Which is Harder: Medicare or Social Security?

Eli Lehrer’s intuition is actually the opposite of mine:

In many ways, Medicare and Medicaid may actually be easier to modify than Social Security.  Those programs would still be able to accomplish their fundamental goals after reform. Most reform proposals for Social Security however would change the system fundamentally.
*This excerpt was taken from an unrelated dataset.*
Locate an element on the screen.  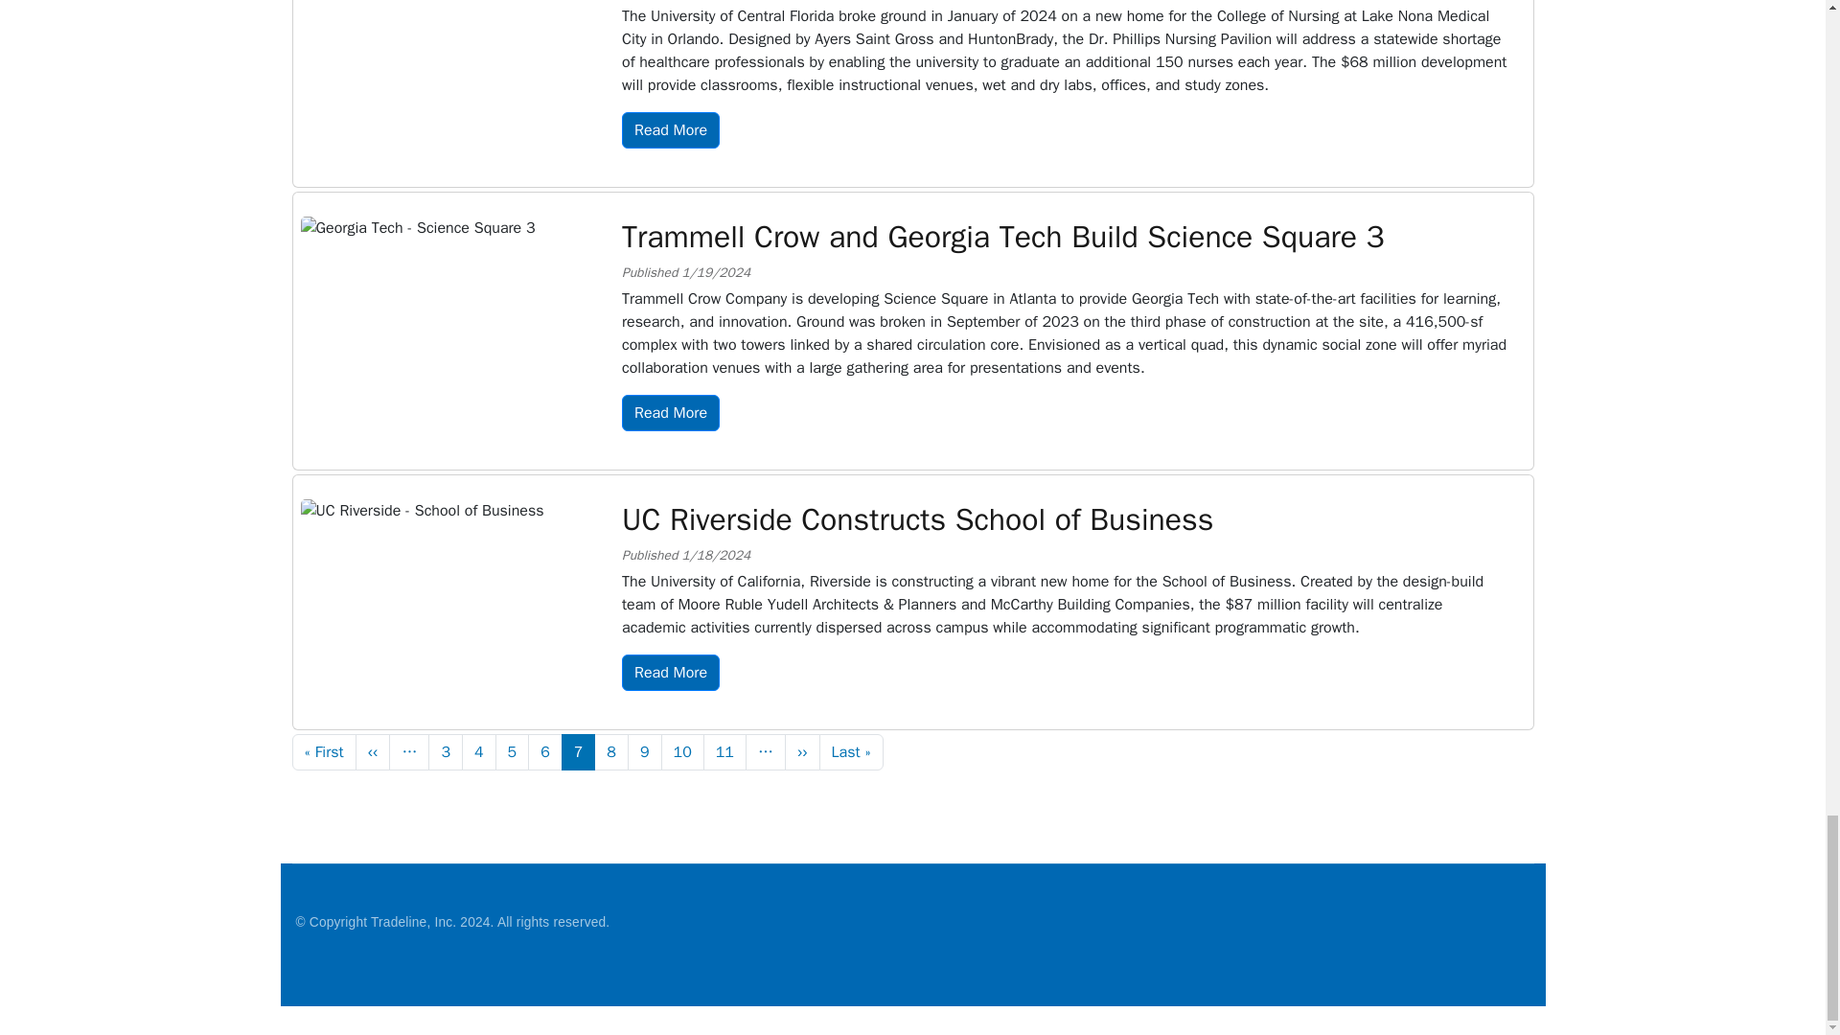
Go to first page is located at coordinates (322, 751).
It seems the exact opposite to me. Social Security provides people with cash payments, that are linked in one way or another to inflation.  They of course would rather have higher benefits than lower ones, and there will be consternation as we debate any reform of this program.  However, if a specific Social Security compromise were agreed to (specific increases in revenue and/or decreases in benefits), then we could expect it to work more or less as expected.  And people would have a reasonable understanding of what benefits they would receive.  That is actually one of the benefits of fixing Social Security, because once fixed it really could be fixed and off the table.  Medicare is an entirely different animal because it purchases health care for beneficiaries, including innovations tomorrow that are unknown today.  And there is another very interested party to every Medicare transaction, namely providers.  Every dollar of waste, inefficiency and inappropriate care that is squeezed out of Medicare by whatever means is a reduction in someones income.  They won’t go quietly.  A real Social Security reform could be passed this year and put on auto-pilot.  Any Medicare reform will require endless tinkering; we will never be done with health care reform.